The Calculus of Credibility: From the City of London to the Steam Engine
In the previous lecture, we established that the Glorious Revolution (1688) wasn't just a political reshuffle; it was a fiscal "Big Bang." By shifting the power of the purse to Parliament, England created something the world had never seen: Reliable Sovereign Debt.
Now, let’s look at the Second Derivative of this change—how the simple act of "paying back debt" accelerated the world into the Industrial Revolution.
1. The Birth of the Secondary Market (The "City" Rises)
Once the British government proved it would always pay its interest, government bonds (consols) became the "Gold Standard" of trust.
The Mechanism: Because these bonds were safe, people didn't just hold them; they traded them. This created a massive Liquidity Pool in London.
The Result: The City of London transformed from a local trading hub into a global financial engine. If you have a market where you can safely trade government debt, you suddenly have the infrastructure to trade private debt and company shares.
2. Interest Rate Convergence: The Hidden Catalyst
Calculus teaches us about "Limits." In the 18th century, Britain’s interest rates hit a historical limit—they plummeted to around 3%.
The Economic Shift: When it’s cheap for the government to borrow, it’s cheap for everyone. For the first time in history, capital was "overflowing."
The Investment Incentive: When safe government bonds pay very little, investors start looking for higher "slopes" (returns). They began pouring money into risky, high-capital projects: Canals, Railways, and Mining.
3. Scaling the Steam: Capital vs. Innovation
Many people think the Industrial Revolution was just about James Watt’s genius. It wasn't. It was about Scaling.
The Problem: A steam engine is incredibly expensive to build and deploy. Without a sophisticated financial system (The City), Watt would have remained a lonely inventor in a workshop.
The Solution: Because London had the "Integral" of accumulated national savings and the "Derivative" of low interest rates, inventors could find backers willing to wait ten years for a return.
The Verdict: The Industrial Revolution was a "Capital-Intensive" event. Without the fiscal credibility established in 1688, the steam engine would have been a toy, not a titan.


Work to be completed: Count the lines of the data that have the word "before", then report the number without anything else.
◆ ◆ ◆
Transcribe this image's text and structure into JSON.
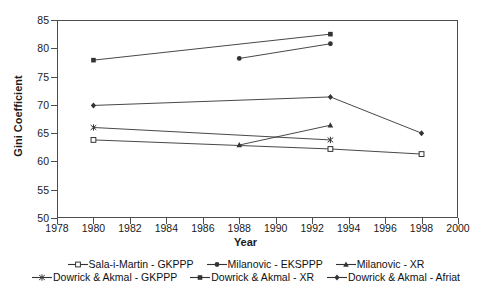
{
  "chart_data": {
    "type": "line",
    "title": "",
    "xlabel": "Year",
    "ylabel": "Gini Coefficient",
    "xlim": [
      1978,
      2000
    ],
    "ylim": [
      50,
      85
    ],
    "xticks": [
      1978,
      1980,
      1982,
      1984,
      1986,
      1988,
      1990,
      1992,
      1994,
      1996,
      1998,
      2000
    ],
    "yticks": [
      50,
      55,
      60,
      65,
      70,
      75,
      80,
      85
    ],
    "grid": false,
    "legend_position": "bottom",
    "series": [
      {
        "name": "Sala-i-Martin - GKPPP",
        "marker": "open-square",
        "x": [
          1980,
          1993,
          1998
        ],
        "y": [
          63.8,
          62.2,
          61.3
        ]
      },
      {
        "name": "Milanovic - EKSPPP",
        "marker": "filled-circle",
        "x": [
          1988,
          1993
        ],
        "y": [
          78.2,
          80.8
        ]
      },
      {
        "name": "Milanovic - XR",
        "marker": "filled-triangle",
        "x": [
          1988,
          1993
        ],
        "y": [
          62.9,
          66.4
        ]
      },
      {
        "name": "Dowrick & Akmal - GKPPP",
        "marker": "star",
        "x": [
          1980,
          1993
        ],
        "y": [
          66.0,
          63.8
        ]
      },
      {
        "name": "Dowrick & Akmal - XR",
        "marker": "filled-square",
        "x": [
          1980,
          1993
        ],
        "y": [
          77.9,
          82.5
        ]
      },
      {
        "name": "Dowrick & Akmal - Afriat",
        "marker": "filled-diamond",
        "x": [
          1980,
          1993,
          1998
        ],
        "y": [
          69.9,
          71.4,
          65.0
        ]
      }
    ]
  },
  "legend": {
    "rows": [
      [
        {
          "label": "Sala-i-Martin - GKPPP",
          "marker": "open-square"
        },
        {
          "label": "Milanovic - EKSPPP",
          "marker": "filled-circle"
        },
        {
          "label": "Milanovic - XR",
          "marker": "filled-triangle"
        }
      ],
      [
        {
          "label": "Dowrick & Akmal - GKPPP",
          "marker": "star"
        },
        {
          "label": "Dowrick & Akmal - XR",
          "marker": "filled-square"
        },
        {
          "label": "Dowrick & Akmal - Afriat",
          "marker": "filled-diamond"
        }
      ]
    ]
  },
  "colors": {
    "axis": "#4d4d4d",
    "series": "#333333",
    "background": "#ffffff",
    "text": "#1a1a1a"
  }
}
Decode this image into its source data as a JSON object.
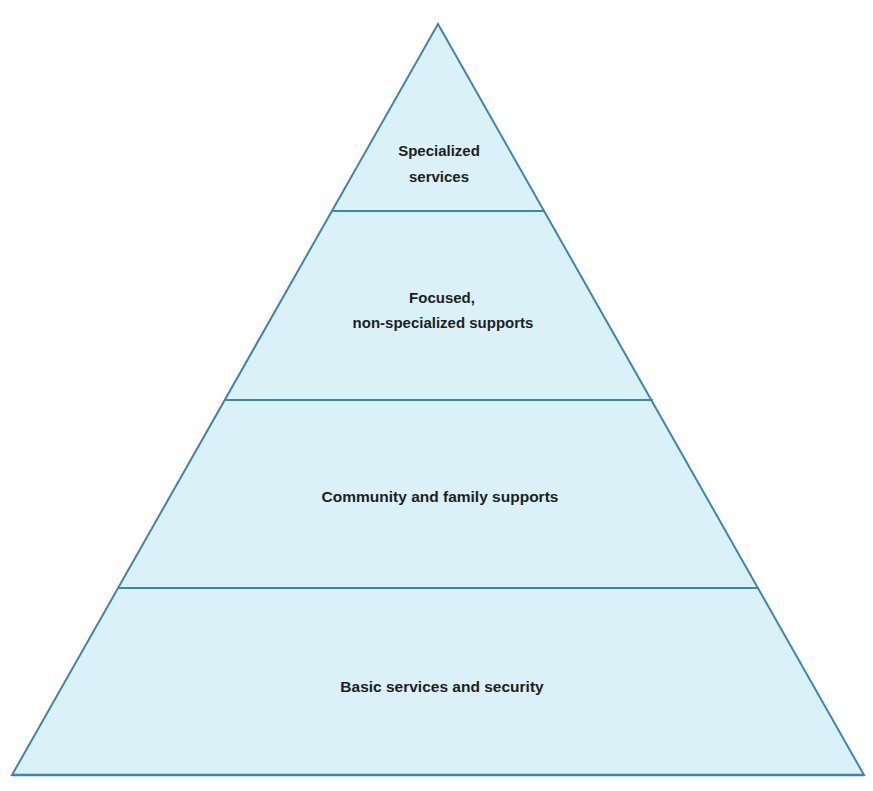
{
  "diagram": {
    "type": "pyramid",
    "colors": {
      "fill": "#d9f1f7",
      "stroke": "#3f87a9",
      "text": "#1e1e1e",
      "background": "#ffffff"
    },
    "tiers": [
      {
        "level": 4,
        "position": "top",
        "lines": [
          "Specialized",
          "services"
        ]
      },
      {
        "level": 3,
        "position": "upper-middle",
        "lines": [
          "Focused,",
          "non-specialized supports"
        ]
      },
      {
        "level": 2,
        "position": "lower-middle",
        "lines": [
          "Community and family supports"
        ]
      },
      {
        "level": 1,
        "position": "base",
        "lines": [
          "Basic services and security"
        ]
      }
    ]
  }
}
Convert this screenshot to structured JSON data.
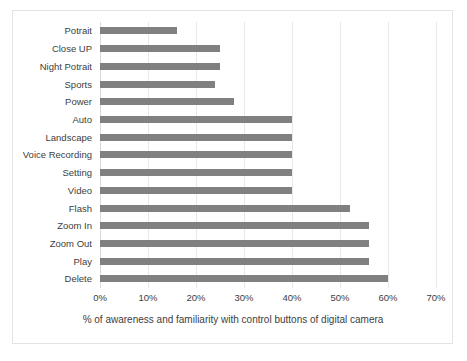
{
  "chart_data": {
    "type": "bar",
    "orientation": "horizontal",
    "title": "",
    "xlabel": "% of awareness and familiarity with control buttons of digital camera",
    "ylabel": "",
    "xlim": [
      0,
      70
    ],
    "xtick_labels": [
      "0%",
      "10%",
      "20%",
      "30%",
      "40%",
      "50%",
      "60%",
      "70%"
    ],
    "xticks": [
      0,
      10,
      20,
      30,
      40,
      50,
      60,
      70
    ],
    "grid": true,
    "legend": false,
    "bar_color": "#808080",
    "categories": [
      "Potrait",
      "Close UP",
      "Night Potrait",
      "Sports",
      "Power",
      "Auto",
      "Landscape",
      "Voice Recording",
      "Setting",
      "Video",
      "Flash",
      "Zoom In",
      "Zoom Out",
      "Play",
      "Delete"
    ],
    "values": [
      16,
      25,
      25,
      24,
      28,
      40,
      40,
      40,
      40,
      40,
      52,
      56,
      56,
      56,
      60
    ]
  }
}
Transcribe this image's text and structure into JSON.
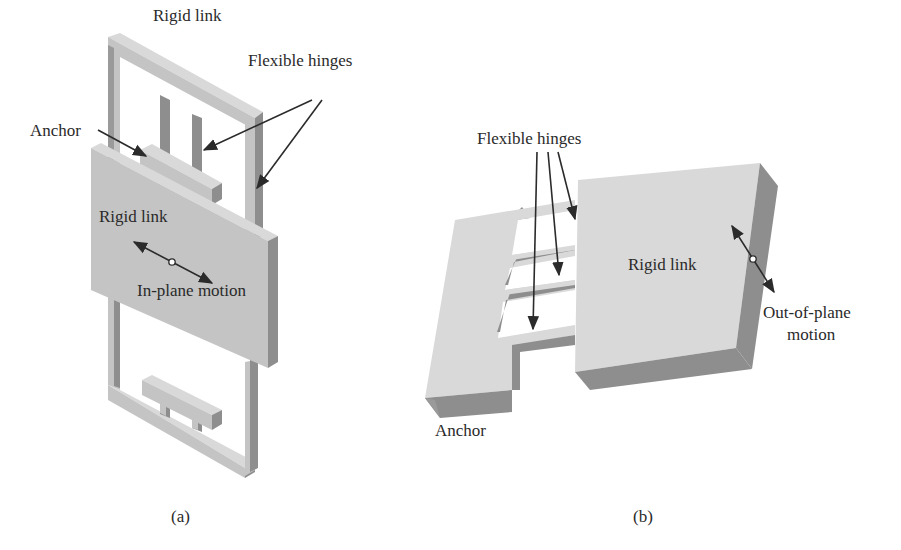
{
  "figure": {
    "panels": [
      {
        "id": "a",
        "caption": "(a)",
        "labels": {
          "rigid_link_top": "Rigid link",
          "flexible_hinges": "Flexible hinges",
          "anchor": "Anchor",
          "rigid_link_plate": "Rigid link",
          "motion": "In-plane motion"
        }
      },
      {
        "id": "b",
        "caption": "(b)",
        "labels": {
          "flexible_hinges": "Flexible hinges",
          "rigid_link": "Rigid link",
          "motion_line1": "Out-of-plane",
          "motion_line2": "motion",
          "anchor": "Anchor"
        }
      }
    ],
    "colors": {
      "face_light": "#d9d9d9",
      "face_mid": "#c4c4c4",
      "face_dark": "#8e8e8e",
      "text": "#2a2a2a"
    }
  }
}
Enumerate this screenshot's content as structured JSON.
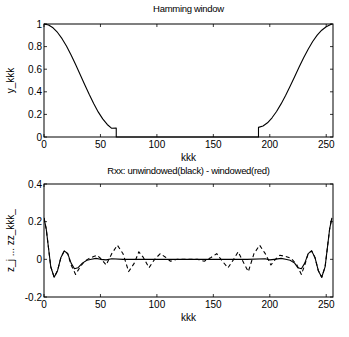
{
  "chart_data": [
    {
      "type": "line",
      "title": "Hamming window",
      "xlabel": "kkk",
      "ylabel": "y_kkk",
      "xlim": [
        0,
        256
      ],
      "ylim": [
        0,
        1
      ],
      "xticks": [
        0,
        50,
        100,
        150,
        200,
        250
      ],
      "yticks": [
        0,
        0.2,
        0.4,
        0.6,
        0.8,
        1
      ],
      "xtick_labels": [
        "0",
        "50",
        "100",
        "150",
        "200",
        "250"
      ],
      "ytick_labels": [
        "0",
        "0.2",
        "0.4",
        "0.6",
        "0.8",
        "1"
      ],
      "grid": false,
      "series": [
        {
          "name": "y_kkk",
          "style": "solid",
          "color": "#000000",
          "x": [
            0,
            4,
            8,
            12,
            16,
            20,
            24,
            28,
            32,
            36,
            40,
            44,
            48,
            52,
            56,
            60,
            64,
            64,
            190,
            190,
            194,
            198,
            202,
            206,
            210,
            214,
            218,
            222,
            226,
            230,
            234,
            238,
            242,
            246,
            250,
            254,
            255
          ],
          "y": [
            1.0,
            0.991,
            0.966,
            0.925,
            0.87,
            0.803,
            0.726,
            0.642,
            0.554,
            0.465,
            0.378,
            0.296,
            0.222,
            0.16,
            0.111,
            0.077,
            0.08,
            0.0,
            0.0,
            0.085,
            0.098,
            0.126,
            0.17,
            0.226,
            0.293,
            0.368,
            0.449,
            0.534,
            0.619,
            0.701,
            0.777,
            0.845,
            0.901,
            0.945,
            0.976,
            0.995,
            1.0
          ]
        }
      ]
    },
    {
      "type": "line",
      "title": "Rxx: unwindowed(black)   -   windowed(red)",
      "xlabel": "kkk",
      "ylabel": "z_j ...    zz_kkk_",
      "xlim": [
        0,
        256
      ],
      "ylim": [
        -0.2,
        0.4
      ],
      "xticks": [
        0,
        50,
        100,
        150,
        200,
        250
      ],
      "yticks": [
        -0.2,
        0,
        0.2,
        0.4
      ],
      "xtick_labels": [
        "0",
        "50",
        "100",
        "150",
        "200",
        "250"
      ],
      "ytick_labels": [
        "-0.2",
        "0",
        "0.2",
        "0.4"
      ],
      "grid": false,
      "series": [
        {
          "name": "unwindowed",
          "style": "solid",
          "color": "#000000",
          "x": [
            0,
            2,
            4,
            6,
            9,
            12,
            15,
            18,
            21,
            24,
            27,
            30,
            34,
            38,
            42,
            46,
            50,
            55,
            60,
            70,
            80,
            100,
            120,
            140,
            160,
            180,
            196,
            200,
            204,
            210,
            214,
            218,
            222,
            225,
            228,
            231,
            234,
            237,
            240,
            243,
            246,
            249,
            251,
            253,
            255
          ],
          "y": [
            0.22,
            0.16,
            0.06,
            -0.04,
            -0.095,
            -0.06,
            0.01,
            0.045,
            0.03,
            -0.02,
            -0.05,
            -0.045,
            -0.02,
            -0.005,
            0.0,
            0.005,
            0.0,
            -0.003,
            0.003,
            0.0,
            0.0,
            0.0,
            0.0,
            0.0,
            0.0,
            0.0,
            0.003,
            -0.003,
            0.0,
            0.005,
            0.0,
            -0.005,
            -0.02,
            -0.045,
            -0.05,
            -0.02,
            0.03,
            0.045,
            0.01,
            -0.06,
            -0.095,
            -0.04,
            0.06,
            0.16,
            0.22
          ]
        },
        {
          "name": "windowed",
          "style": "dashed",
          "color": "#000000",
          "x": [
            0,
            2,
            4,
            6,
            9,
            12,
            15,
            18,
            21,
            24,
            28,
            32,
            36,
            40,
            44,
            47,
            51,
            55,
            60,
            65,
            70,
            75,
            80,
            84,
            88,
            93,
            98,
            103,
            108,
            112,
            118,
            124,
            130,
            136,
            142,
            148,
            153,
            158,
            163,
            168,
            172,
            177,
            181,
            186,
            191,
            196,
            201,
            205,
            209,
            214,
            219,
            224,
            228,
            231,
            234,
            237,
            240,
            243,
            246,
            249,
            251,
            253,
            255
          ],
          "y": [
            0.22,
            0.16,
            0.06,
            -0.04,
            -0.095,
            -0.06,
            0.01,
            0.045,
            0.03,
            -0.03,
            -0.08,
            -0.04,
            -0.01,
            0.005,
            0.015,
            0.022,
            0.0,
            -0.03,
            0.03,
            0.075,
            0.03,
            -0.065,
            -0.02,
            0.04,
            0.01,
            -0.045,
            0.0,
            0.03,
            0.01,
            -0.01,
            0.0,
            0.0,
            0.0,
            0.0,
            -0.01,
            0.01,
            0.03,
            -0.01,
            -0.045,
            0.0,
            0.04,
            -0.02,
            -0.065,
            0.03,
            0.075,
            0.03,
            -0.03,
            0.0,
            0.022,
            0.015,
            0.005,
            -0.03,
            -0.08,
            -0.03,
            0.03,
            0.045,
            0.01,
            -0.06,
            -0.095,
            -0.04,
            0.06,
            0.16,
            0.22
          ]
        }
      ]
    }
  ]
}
◆ ◆ ◆
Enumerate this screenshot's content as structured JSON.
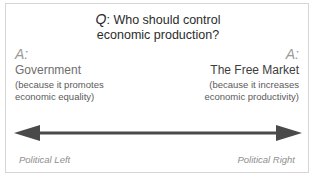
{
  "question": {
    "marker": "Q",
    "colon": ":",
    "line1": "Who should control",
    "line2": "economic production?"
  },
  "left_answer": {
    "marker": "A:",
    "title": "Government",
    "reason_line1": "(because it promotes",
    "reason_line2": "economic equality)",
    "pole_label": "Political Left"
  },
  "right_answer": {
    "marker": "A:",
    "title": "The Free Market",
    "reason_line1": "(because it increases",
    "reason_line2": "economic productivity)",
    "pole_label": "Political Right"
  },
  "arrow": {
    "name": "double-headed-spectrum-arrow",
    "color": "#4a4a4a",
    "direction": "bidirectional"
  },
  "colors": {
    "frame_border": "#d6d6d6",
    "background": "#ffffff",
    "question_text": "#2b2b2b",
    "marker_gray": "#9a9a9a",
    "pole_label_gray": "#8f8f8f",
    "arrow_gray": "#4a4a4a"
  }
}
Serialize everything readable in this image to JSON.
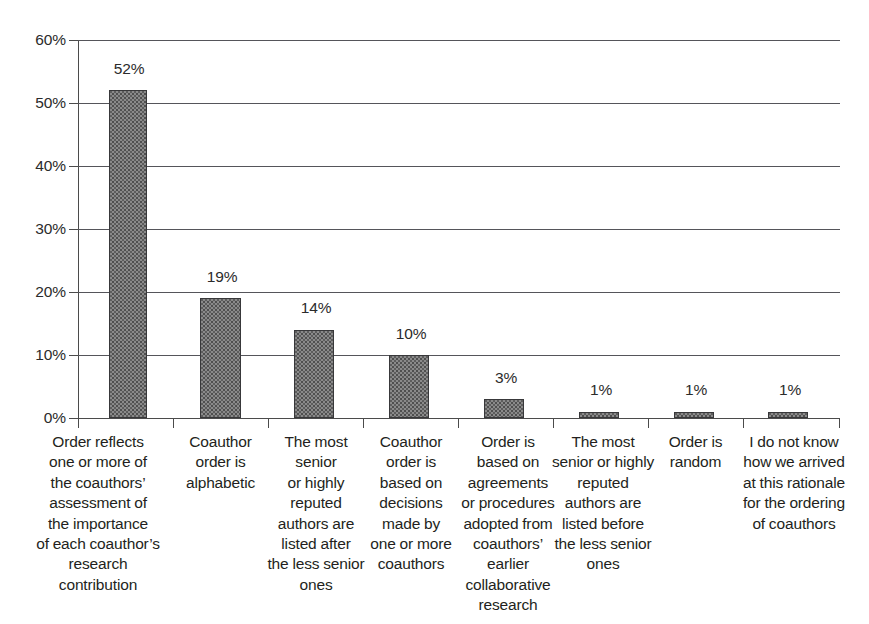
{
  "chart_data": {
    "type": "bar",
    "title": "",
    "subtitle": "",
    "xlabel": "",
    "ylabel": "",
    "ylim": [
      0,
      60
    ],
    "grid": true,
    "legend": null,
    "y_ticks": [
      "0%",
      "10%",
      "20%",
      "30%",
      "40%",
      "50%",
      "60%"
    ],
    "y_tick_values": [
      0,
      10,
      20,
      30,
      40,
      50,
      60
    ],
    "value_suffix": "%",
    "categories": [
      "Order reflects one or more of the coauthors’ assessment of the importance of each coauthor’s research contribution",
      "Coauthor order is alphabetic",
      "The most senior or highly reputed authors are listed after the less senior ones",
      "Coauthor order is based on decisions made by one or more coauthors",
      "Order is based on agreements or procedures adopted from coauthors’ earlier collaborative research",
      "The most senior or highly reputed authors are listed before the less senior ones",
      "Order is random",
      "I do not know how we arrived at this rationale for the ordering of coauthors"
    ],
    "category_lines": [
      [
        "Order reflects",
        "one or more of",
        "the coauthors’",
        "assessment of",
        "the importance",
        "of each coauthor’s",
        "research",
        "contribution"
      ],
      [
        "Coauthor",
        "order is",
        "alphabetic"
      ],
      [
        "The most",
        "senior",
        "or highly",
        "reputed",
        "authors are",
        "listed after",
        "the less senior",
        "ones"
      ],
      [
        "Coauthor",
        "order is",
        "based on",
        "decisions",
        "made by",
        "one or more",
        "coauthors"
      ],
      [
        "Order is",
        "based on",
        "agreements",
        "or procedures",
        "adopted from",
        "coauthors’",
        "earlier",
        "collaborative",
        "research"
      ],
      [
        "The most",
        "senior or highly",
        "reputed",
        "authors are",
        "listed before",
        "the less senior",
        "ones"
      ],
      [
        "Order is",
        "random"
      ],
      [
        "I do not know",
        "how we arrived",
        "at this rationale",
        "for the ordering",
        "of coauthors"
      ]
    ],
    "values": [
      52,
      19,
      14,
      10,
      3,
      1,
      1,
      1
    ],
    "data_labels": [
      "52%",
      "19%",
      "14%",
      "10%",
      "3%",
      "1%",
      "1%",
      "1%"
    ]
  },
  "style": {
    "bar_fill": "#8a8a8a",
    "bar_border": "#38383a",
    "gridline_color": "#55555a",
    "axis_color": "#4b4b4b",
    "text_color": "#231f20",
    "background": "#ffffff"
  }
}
◆ ◆ ◆
Exercise result: 2